Authors: Elise Hyatt
I thought lovingly about the table in my shed and wished I could go back there and work. Then I thought of Jason Ashton. And ambled toward the phone book on the counter.
There was only one Jason Ashton, and he lived a few blocks away, on Jefferson Street—in a warren of Victorian streets named after presidents. I wondered if the three men would notice if I left right then. But, as Cas came and put his arm around my shoulders and said, “Don’t worry, Dyce. It will be all right. I’m not going to allow them to take E,” I had to assume they would. Well, at least Cas would notice I’d left if I crept out from under his arm.

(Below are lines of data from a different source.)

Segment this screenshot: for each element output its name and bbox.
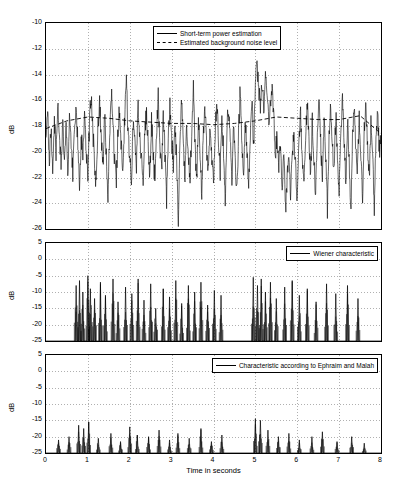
y-tick-label: 0	[19, 366, 42, 373]
series-solid	[46, 61, 381, 227]
y-tick-label: 5	[19, 238, 42, 245]
figure: dB Short-term power estimation Estimated…	[0, 0, 402, 483]
y-tick-label: -18	[19, 121, 42, 128]
panel-2-ylabel: dB	[7, 291, 16, 300]
x-tick-label: 8	[372, 456, 388, 463]
x-tick-label: 1	[79, 456, 95, 463]
legend-label: Estimated background noise level	[180, 38, 277, 47]
x-tick-label: 4	[205, 456, 221, 463]
legend-label: Wiener characteristic	[313, 249, 374, 258]
y-tick-label: -22	[19, 173, 42, 180]
y-tick-label: 5	[19, 350, 42, 357]
y-tick-label: -10	[19, 287, 42, 294]
legend-line-solid-icon	[290, 253, 310, 254]
y-tick-label: -14	[19, 70, 42, 77]
plot-curves	[46, 23, 381, 229]
legend-entry: Short-term power estimation	[157, 29, 277, 38]
legend-line-dashed-icon	[157, 42, 177, 43]
legend-line-solid-icon	[216, 365, 236, 366]
y-tick-label: -20	[19, 320, 42, 327]
x-tick-label: 6	[288, 456, 304, 463]
panel-1-plot	[45, 22, 382, 230]
panel-1-legend: Short-term power estimation Estimated ba…	[153, 26, 281, 50]
legend-label: Short-term power estimation	[180, 29, 262, 38]
y-tick-label: -10	[19, 18, 42, 25]
legend-entry: Estimated background noise level	[157, 38, 277, 47]
x-tick-label: 0	[37, 456, 53, 463]
y-tick-label: -5	[19, 271, 42, 278]
panel-1-ylabel: dB	[7, 125, 16, 134]
y-tick-label: -15	[19, 303, 42, 310]
panel-3-legend: Characteristic according to Ephraim and …	[212, 358, 378, 373]
x-tick-label: 5	[246, 456, 262, 463]
y-tick-label: -26	[19, 224, 42, 231]
legend-entry: Wiener characteristic	[290, 249, 374, 258]
y-tick-label: -15	[19, 415, 42, 422]
panel-3-ylabel: dB	[7, 403, 16, 412]
y-tick-label: -10	[19, 399, 42, 406]
y-tick-label: 0	[19, 254, 42, 261]
x-tick-label: 2	[121, 456, 137, 463]
y-tick-label: -25	[19, 336, 42, 343]
panel-3-xlabel: Time in seconds	[179, 466, 249, 475]
y-tick-label: -5	[19, 383, 42, 390]
y-tick-label: -25	[19, 448, 42, 455]
y-tick-label: -12	[19, 44, 42, 51]
legend-line-solid-icon	[157, 33, 177, 34]
legend-label: Characteristic according to Ephraim and …	[239, 361, 374, 370]
y-tick-label: -16	[19, 95, 42, 102]
panel-2-legend: Wiener characteristic	[286, 246, 378, 261]
series-solid	[46, 419, 381, 453]
y-tick-label: -24	[19, 198, 42, 205]
x-tick-label: 7	[330, 456, 346, 463]
y-tick-label: -20	[19, 147, 42, 154]
y-tick-label: -20	[19, 432, 42, 439]
x-tick-label: 3	[163, 456, 179, 463]
legend-entry: Characteristic according to Ephraim and …	[216, 361, 374, 370]
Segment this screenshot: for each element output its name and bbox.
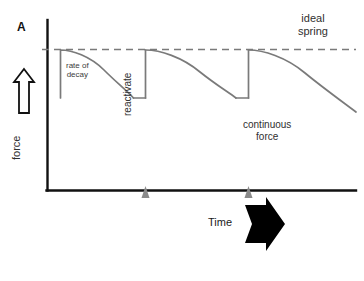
- right-arrow-solid-icon: [245, 197, 285, 251]
- ideal-spring-annotation: ideal spring: [298, 12, 328, 37]
- continuous-force-annotation: continuous force: [243, 119, 291, 142]
- decay-curve-cycle-2: [146, 50, 237, 98]
- panel-label: A: [17, 21, 26, 35]
- x-axis-label: Time: [208, 216, 232, 229]
- force-vs-time-plot: [0, 0, 364, 281]
- reactivate-annotation: reactivate: [122, 73, 134, 116]
- figure-panel-a: A ideal spring rate of decay reactivate …: [0, 0, 364, 281]
- up-arrow-outline-icon: [14, 69, 34, 113]
- rate-of-decay-annotation: rate of decay: [66, 61, 89, 79]
- event-tick-marker-2: [245, 186, 253, 198]
- event-tick-marker-1: [142, 186, 150, 198]
- y-axis-label: force: [10, 136, 23, 160]
- decay-curve-cycle-3: [249, 50, 357, 112]
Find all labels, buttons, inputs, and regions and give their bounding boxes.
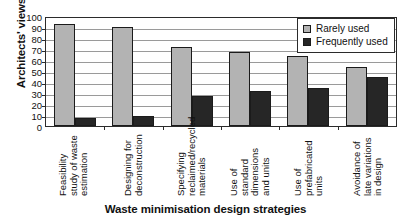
- x-tick-label: Feasibility study of waste estimation: [59, 130, 91, 196]
- y-tick-label: 60: [31, 57, 42, 66]
- y-tick-label: 0: [37, 123, 42, 132]
- x-tick-label: Use of standard dimensions and units: [229, 130, 271, 196]
- x-label-cell: Avoidance of late variations in design: [338, 130, 397, 196]
- y-tick-label: 10: [31, 112, 42, 121]
- x-label-cell: Designing for deconstruction: [104, 130, 163, 196]
- bar-rarely-used: [287, 56, 308, 126]
- y-tick-label: 40: [31, 79, 42, 88]
- bar-chart-figure: Architects' views (%) 100908070605040302…: [0, 0, 411, 224]
- x-label-cell: Feasibility study of waste estimation: [45, 130, 104, 196]
- y-tick-label: 30: [31, 90, 42, 99]
- bar-group: [104, 18, 162, 126]
- bar-frequently-used: [133, 116, 154, 126]
- legend-label: Frequently used: [316, 37, 388, 47]
- bar-frequently-used: [75, 118, 96, 126]
- x-label-cell: Use of prefabricated units: [280, 130, 339, 196]
- y-tick-label: 20: [31, 101, 42, 110]
- legend-swatch: [303, 38, 311, 46]
- y-tick-label: 90: [31, 24, 42, 33]
- bar-rarely-used: [171, 47, 192, 126]
- x-tick-label: Designing for deconstruction: [122, 130, 143, 196]
- y-tick-label: 100: [26, 13, 42, 22]
- bar-frequently-used: [308, 88, 329, 127]
- bar-rarely-used: [346, 67, 367, 126]
- bar-frequently-used: [367, 77, 388, 126]
- bar-group: [163, 18, 221, 126]
- legend-item: Frequently used: [303, 35, 388, 48]
- bar-frequently-used: [250, 91, 271, 126]
- bar-rarely-used: [54, 24, 75, 126]
- legend-swatch: [303, 25, 311, 33]
- legend-label: Rarely used: [316, 24, 369, 34]
- legend-item: Rarely used: [303, 22, 388, 35]
- x-axis-title: Waste minimisation design strategies: [0, 203, 411, 215]
- chart-legend: Rarely usedFrequently used: [297, 18, 395, 53]
- y-tick-label: 70: [31, 46, 42, 55]
- bar-group: [46, 18, 104, 126]
- y-tick-label: 50: [31, 68, 42, 77]
- y-tick-label: 80: [31, 35, 42, 44]
- x-tick-label: Avoidance of late variations in design: [352, 130, 384, 196]
- x-axis-category-labels: Feasibility study of waste estimationDes…: [45, 130, 397, 196]
- y-axis-tick-labels: 1009080706050403020100: [18, 12, 42, 132]
- x-label-cell: Specifying reclaimed/recycled materials: [162, 130, 221, 196]
- bar-rarely-used: [229, 52, 250, 126]
- bar-rarely-used: [112, 27, 133, 126]
- x-tick-label: Specifying reclaimed/recycled materials: [176, 130, 208, 196]
- bar-group: [221, 18, 279, 126]
- x-tick-label: Use of prefabricated units: [293, 130, 325, 196]
- x-label-cell: Use of standard dimensions and units: [221, 130, 280, 196]
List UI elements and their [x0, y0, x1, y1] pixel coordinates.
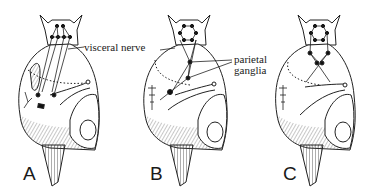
- panel-label-b: B: [150, 163, 163, 185]
- panel-label-a: A: [23, 163, 36, 185]
- visceral-nerve-label: visceral nerve: [84, 42, 145, 53]
- snail-c: [276, 15, 356, 186]
- snail-b: [144, 15, 232, 186]
- parietal-label-line2: ganglia: [234, 65, 266, 76]
- panel-label-c: C: [283, 163, 297, 185]
- snail-diagram: [0, 0, 371, 193]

He could be quite observant that way. It was the investigative training.
But in one of those bizarre coincidences that real life can get away with, Nick said, “Come on. We have something like twenty arson suspects to investigate. How you’re going to figure all of that out—plus the Ashton disappearance—with three of us in the department is beyond me.”
“Ashton?” I said, startled at hearing the name spoken outside my head.
“Woman who left her husband and disappeared,” Cas said. “Her husband reported her as a missing person, so we have to look, but there doesn’t seem to be anything
we can do. She seems to be one of the voluntarily disappeared. We still have to look.”
“Oh,” I said, but I was thinking of that table in the back and the almost-for-sure bloodstains on it.
When the two policemen finished their coffee and left me alone with Ben, I told Ben the entire story of the table and the stains.
“But,” Ben said, “isn’t it kind of normal for one wood to be disguised as another wood?”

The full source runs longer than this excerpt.